Now that many organizations are issuing return to office mandates, a lot of working parents are losing that flexibility. And it makes me mad. There are lots of great things about going into an office, but with housing prices as high as they are right now, return to office mandates are forcing families to choose between tiny apartments and long commutes. The pandemic helped us realize that offices are not necessary, and that helped women and working parents most of all. For more on this, read my latest story:
As People Return to Offices, It’s Back to Misery for Working Moms
A few other recent pieces: I published a story Friday after the unemployment numbers came out, looking at the very strong jobs numbers in the context of all the layoffs that have been grabbing headlines in recent months. My conclusion: a lot of these layoffs were just CEOs cutting for the sake of looking cautious and to please their investors, not because there is necessarily an economic downturn happening. The fact that CEOs have been handsomely rewarded for laying off tens of thousands of people, and that their share prices have skyrocketed since the layoffs, makes my blood boil.
All That Recession Talk is Looking More and More Like CEO Fear Mongering
Just one example: Meta laid off 11,000 people because of the “macroeconomic downturn” but GDP has been growing for two quarters and we added half a million jobs in January. But Meta’s share price has soared since the layoffs, and Mark Zuckerberg is worth about $20 billion more than he was when he announced the cuts.
I also profiled two new airlines, Breeze and Avelo, that are serving underserved markets near you.
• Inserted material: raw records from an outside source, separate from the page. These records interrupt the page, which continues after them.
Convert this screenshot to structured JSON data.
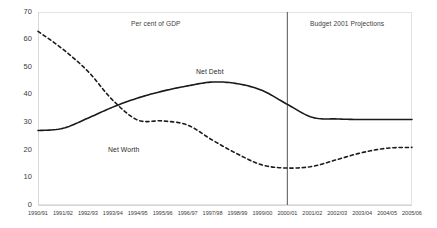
{
  "chart_data": {
    "type": "line",
    "title": "Per cent of GDP",
    "xlabel": "",
    "ylabel": "",
    "ylim": [
      0,
      70
    ],
    "ytick_step": 10,
    "yticks": [
      "0",
      "10",
      "20",
      "30",
      "40",
      "50",
      "60",
      "70"
    ],
    "grid": false,
    "legend_position": "inline-labels",
    "categories": [
      "1990/91",
      "1991/92",
      "1992/93",
      "1993/94",
      "1994/95",
      "1995/96",
      "1996/97",
      "1997/98",
      "1998/99",
      "1999/00",
      "2000/01",
      "2001/02",
      "2002/03",
      "2003/04",
      "2004/05",
      "2005/06"
    ],
    "series": [
      {
        "name": "Net Debt",
        "style": "solid",
        "color": "#1a1a1a",
        "values": [
          27.0,
          27.8,
          31.5,
          35.5,
          38.8,
          41.3,
          43.2,
          44.6,
          44.0,
          41.5,
          36.5,
          31.8,
          31.2,
          31.0,
          31.0,
          31.0
        ]
      },
      {
        "name": "Net Worth",
        "style": "dashed",
        "color": "#1a1a1a",
        "values": [
          63.0,
          56.5,
          48.5,
          38.0,
          30.8,
          30.5,
          29.0,
          23.5,
          18.5,
          14.5,
          13.4,
          14.0,
          16.5,
          19.0,
          20.6,
          20.9
        ]
      }
    ],
    "annotations": [
      {
        "name": "chart-subtitle",
        "text": "Per cent of GDP"
      },
      {
        "name": "projection-note",
        "text": "Budget 2001 Projections"
      },
      {
        "name": "net-debt-label",
        "text": "Net Debt"
      },
      {
        "name": "net-worth-label",
        "text": "Net Worth"
      }
    ],
    "divider": {
      "name": "projection-divider",
      "at_category": "2000/01",
      "color": "#555555"
    }
  }
}
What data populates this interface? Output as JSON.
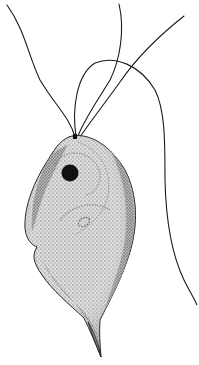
{
  "figure": {
    "background_color": "#ffffff",
    "ink_color": "#1a1a1a",
    "body_fill": "#d6d6d6",
    "body_shade": "#9a9a9a",
    "nucleus_color": "#111111",
    "parts": {
      "anterior_flagella_count": 3,
      "trailing_flagellum": "undulating flagellum extending to lower right",
      "nucleus": "dark round nucleus near anterior",
      "axostyle_tail": "pointed posterior tip"
    }
  }
}
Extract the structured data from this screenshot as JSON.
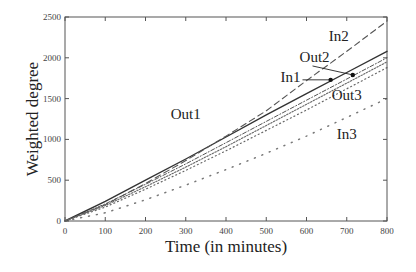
{
  "chart_data": {
    "type": "line",
    "title": "",
    "xlabel": "Time (in minutes)",
    "ylabel": "Weighted degree",
    "xlim": [
      0,
      800
    ],
    "ylim": [
      0,
      2500
    ],
    "xticks": [
      0,
      100,
      200,
      300,
      400,
      500,
      600,
      700,
      800
    ],
    "yticks": [
      0,
      500,
      1000,
      1500,
      2000,
      2500
    ],
    "grid": false,
    "legend": "inline annotations",
    "x": [
      0,
      100,
      200,
      300,
      400,
      500,
      600,
      700,
      800
    ],
    "series": [
      {
        "name": "Out1",
        "style": "solid",
        "values": [
          0,
          240,
          500,
          760,
          1030,
          1300,
          1560,
          1820,
          2080
        ]
      },
      {
        "name": "In2",
        "style": "dashed",
        "values": [
          0,
          200,
          460,
          740,
          1040,
          1350,
          1720,
          2080,
          2450
        ]
      },
      {
        "name": "Out2",
        "style": "dash-dot",
        "values": [
          0,
          210,
          450,
          700,
          960,
          1220,
          1480,
          1740,
          2000
        ]
      },
      {
        "name": "In1",
        "style": "dotted-dense",
        "values": [
          0,
          190,
          420,
          660,
          910,
          1170,
          1430,
          1690,
          1950
        ]
      },
      {
        "name": "Out3",
        "style": "dotted",
        "values": [
          0,
          170,
          390,
          620,
          860,
          1110,
          1360,
          1620,
          1880
        ]
      },
      {
        "name": "In3",
        "style": "sparse-dot",
        "values": [
          0,
          100,
          260,
          440,
          630,
          830,
          1040,
          1270,
          1500
        ]
      }
    ],
    "annotations": [
      {
        "text": "Out1",
        "x": 300,
        "y": 1250
      },
      {
        "text": "In2",
        "x": 680,
        "y": 2200
      },
      {
        "text": "Out2",
        "x": 620,
        "y": 1950
      },
      {
        "text": "In1",
        "x": 560,
        "y": 1700
      },
      {
        "text": "Out3",
        "x": 700,
        "y": 1480
      },
      {
        "text": "In3",
        "x": 700,
        "y": 1000
      }
    ]
  }
}
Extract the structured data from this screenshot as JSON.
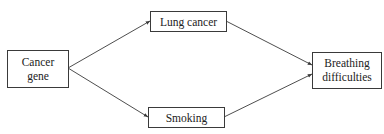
{
  "diagram": {
    "type": "causal-dag",
    "nodes": [
      {
        "id": "cancer_gene",
        "lines": [
          "Cancer",
          "gene"
        ]
      },
      {
        "id": "lung_cancer",
        "lines": [
          "Lung cancer"
        ]
      },
      {
        "id": "smoking",
        "lines": [
          "Smoking"
        ]
      },
      {
        "id": "breathing",
        "lines": [
          "Breathing",
          "difficulties"
        ]
      }
    ],
    "edges": [
      {
        "from": "cancer_gene",
        "to": "lung_cancer"
      },
      {
        "from": "cancer_gene",
        "to": "smoking"
      },
      {
        "from": "lung_cancer",
        "to": "breathing"
      },
      {
        "from": "smoking",
        "to": "breathing"
      }
    ],
    "colors": {
      "stroke": "#3a3a3a",
      "text": "#222222",
      "background": "#ffffff"
    }
  }
}
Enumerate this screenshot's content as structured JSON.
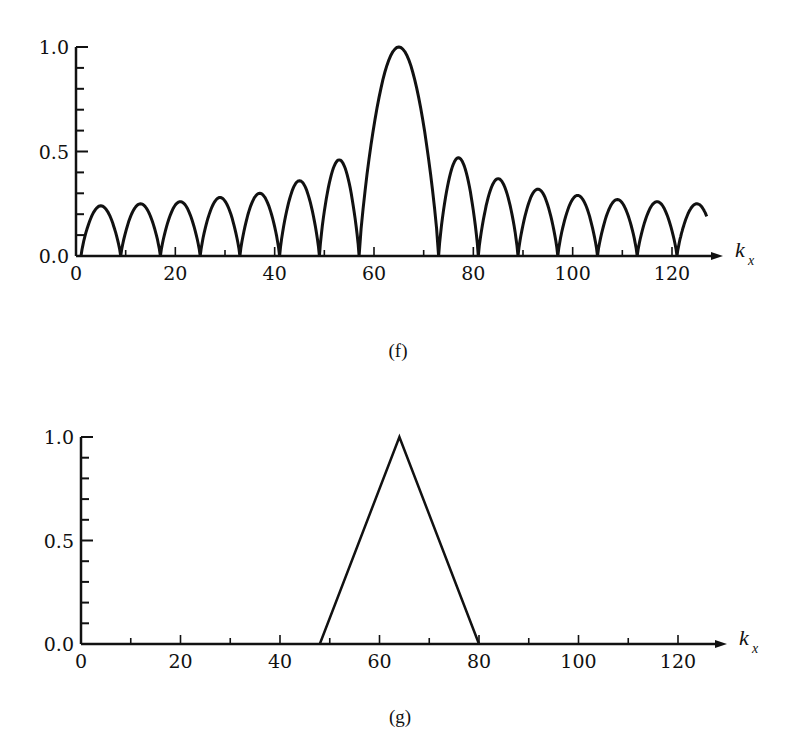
{
  "chart_data": [
    {
      "id": "f",
      "type": "line",
      "title": "",
      "caption": "(f)",
      "xlabel": "k",
      "xlabel_subscript": "x",
      "ylabel": "",
      "xlim": [
        0,
        130
      ],
      "ylim": [
        0,
        1.0
      ],
      "grid": false,
      "legend": null,
      "x_ticks": [
        0,
        20,
        40,
        60,
        80,
        100,
        120
      ],
      "x_tick_labels": [
        "0",
        "20",
        "40",
        "60",
        "80",
        "100",
        "120"
      ],
      "x_minor_ticks": [
        10,
        30,
        50,
        70,
        90,
        110
      ],
      "y_ticks": [
        0.0,
        0.5,
        1.0
      ],
      "y_tick_labels": [
        "0.0",
        "0.5",
        "1.0"
      ],
      "y_minor_ticks": [
        0.1,
        0.2,
        0.3,
        0.4,
        0.6,
        0.7,
        0.8,
        0.9
      ],
      "description": "Magnitude of a sinc-like spectrum: main lobe centered at k_x ≈ 65 with sidelobes of period ≈ 8",
      "lobes": [
        {
          "start": 1,
          "end": 9,
          "peak_x": 5,
          "peak_y": 0.24
        },
        {
          "start": 9,
          "end": 17,
          "peak_x": 13,
          "peak_y": 0.25
        },
        {
          "start": 17,
          "end": 25,
          "peak_x": 21,
          "peak_y": 0.26
        },
        {
          "start": 25,
          "end": 33,
          "peak_x": 29,
          "peak_y": 0.28
        },
        {
          "start": 33,
          "end": 41,
          "peak_x": 37,
          "peak_y": 0.3
        },
        {
          "start": 41,
          "end": 49,
          "peak_x": 45,
          "peak_y": 0.36
        },
        {
          "start": 49,
          "end": 57,
          "peak_x": 53,
          "peak_y": 0.46
        },
        {
          "start": 57,
          "end": 73,
          "peak_x": 65,
          "peak_y": 1.0
        },
        {
          "start": 73,
          "end": 81,
          "peak_x": 77,
          "peak_y": 0.47
        },
        {
          "start": 81,
          "end": 89,
          "peak_x": 85,
          "peak_y": 0.37
        },
        {
          "start": 89,
          "end": 97,
          "peak_x": 93,
          "peak_y": 0.32
        },
        {
          "start": 97,
          "end": 105,
          "peak_x": 101,
          "peak_y": 0.29
        },
        {
          "start": 105,
          "end": 113,
          "peak_x": 109,
          "peak_y": 0.27
        },
        {
          "start": 113,
          "end": 121,
          "peak_x": 117,
          "peak_y": 0.26
        },
        {
          "start": 121,
          "end": 129,
          "peak_x": 125,
          "peak_y": 0.25,
          "clip_end": 127
        }
      ],
      "layout": {
        "x0_px": 76,
        "x120_px": 672,
        "y0_px": 256,
        "y1_px": 47,
        "arrow_end_px": 723
      }
    },
    {
      "id": "g",
      "type": "line",
      "title": "",
      "caption": "(g)",
      "xlabel": "k",
      "xlabel_subscript": "x",
      "ylabel": "",
      "xlim": [
        0,
        130
      ],
      "ylim": [
        0,
        1.0
      ],
      "grid": false,
      "legend": null,
      "x_ticks": [
        0,
        20,
        40,
        60,
        80,
        100,
        120
      ],
      "x_tick_labels": [
        "0",
        "20",
        "40",
        "60",
        "80",
        "100",
        "120"
      ],
      "x_minor_ticks": [
        10,
        30,
        50,
        70,
        90,
        110
      ],
      "y_ticks": [
        0.0,
        0.5,
        1.0
      ],
      "y_tick_labels": [
        "0.0",
        "0.5",
        "1.0"
      ],
      "y_minor_ticks": [
        0.1,
        0.2,
        0.3,
        0.4,
        0.6,
        0.7,
        0.8,
        0.9
      ],
      "description": "Triangular window spanning k_x = 48 to 80 with peak 1.0 at k_x = 64",
      "x": [
        0,
        48,
        64,
        80,
        128
      ],
      "values": [
        0,
        0,
        1.0,
        0,
        0
      ],
      "layout": {
        "x0_px": 81,
        "x120_px": 678,
        "y0_px": 644,
        "y1_px": 437,
        "arrow_end_px": 727
      }
    }
  ]
}
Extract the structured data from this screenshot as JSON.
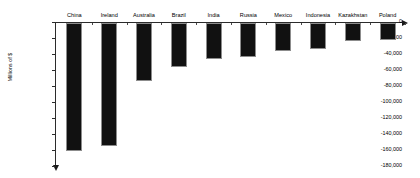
{
  "chart_data": {
    "type": "bar",
    "title": "",
    "subtitle": "",
    "xlabel": "",
    "ylabel": "Millions of $",
    "categories": [
      "China",
      "Ireland",
      "Australia",
      "Brazil",
      "India",
      "Russia",
      "Mexico",
      "Indonesia",
      "Kazakhstan",
      "Poland"
    ],
    "values": [
      -160000,
      -154000,
      -72500,
      -55000,
      -45000,
      -42500,
      -35000,
      -32500,
      -22000,
      -21500
    ],
    "series": [
      {
        "name": "Net position",
        "values": [
          -160000,
          -154000,
          -72500,
          -55000,
          -45000,
          -42500,
          -35000,
          -32500,
          -22000,
          -21500
        ]
      }
    ],
    "ylim": [
      -180000,
      0
    ],
    "ytick_values": [
      0,
      -20000,
      -40000,
      -60000,
      -80000,
      -100000,
      -120000,
      -140000,
      -160000,
      -180000
    ],
    "ytick_labels": [
      "0",
      "-20,000",
      "-40,000",
      "-60,000",
      "-80,000",
      "-100,000",
      "-120,000",
      "-140,000",
      "-160,000",
      "-180,000"
    ],
    "grid": false,
    "legend": false,
    "legend_position": "none",
    "bar_color": "#111111",
    "axis_color": "#2b2b2b",
    "category_labels_position": "top",
    "annotations": []
  }
}
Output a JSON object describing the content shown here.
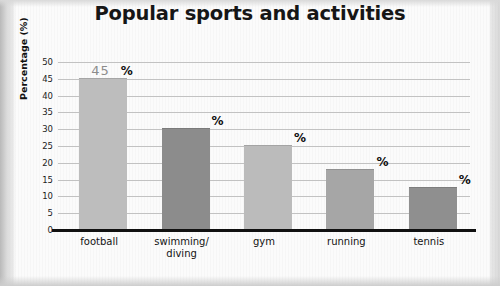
{
  "title": "Popular sports and activities",
  "chart_data": {
    "type": "bar",
    "title": "Popular sports and activities",
    "xlabel": "",
    "ylabel": "Percentage (%)",
    "categories": [
      "football",
      "swimming/\ndiving",
      "gym",
      "running",
      "tennis"
    ],
    "values": [
      45,
      30,
      25,
      18,
      12.5
    ],
    "ylim": [
      0,
      50
    ],
    "yticks": [
      0,
      5,
      10,
      15,
      20,
      25,
      30,
      35,
      40,
      45,
      50
    ],
    "ytick_labels": [
      "0",
      "5",
      "10",
      "15",
      "20",
      "25",
      "30",
      "35",
      "40",
      "45",
      "50"
    ],
    "grid": true,
    "legend": false,
    "bar_colors": [
      "#bdbdbd",
      "#8c8c8c",
      "#bbbbbb",
      "#a6a6a6",
      "#8f8f8f"
    ],
    "annotations": [
      {
        "category": "football",
        "value_text": "45",
        "unit_text": "%"
      },
      {
        "category": "swimming/diving",
        "value_text": "",
        "unit_text": "%"
      },
      {
        "category": "gym",
        "value_text": "",
        "unit_text": "%"
      },
      {
        "category": "running",
        "value_text": "",
        "unit_text": "%"
      },
      {
        "category": "tennis",
        "value_text": "",
        "unit_text": "%"
      }
    ]
  },
  "axis": {
    "y_title": "Percentage (%)",
    "ticks": [
      "50",
      "45",
      "40",
      "35",
      "30",
      "25",
      "20",
      "15",
      "10",
      "5",
      "0"
    ]
  },
  "x_labels": [
    {
      "line1": "football",
      "line2": ""
    },
    {
      "line1": "swimming/",
      "line2": "diving"
    },
    {
      "line1": "gym",
      "line2": ""
    },
    {
      "line1": "running",
      "line2": ""
    },
    {
      "line1": "tennis",
      "line2": ""
    }
  ],
  "annotations": [
    {
      "value": "45",
      "unit": "%"
    },
    {
      "value": "",
      "unit": "%"
    },
    {
      "value": "",
      "unit": "%"
    },
    {
      "value": "",
      "unit": "%"
    },
    {
      "value": "",
      "unit": "%"
    }
  ],
  "colors": {
    "grid": "#c2c2c2",
    "axis": "#111111",
    "paper": "#fbfbfb",
    "value_text": "#8c8c8c",
    "unit_text": "#0d0d0d"
  }
}
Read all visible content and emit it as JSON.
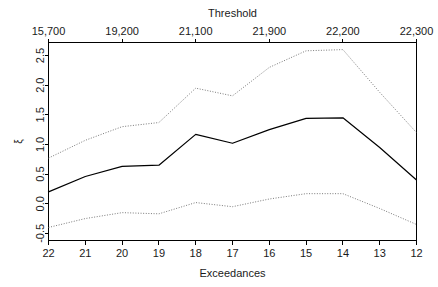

Their business model is serving airports that the big airlines have abandoned, and using bigger jets rather than regional jets. I hope they succeed—four U.S. airlines control 80% of the market and consolidation is usually not good for consumers, but starting an airline is not for the faint of heart. More here:
Commercial Air Travel is Broken. Two New Airlines Think They Can Fix It
Like your mother, I was also influenced by MS Magazine and the feminist movement. Working for me was a given when I had my kids in the 1970’s.But it was a constant struggle because the major difficulty that prevented women from working was the same one that has continued to this day. Primarily, it is is the scarcity and expense of childcare, coupled with the shortage of decent maternity leave that obligates women to stop working outside the house. While we have experienced a great increase in women’s salaries, those mostly affect middle and upper class women. Availability of good quality childcare affects ALL women who want to work. We should follow the example provided by many other countries and stop looking for new reasons for women dropping out of the workforce.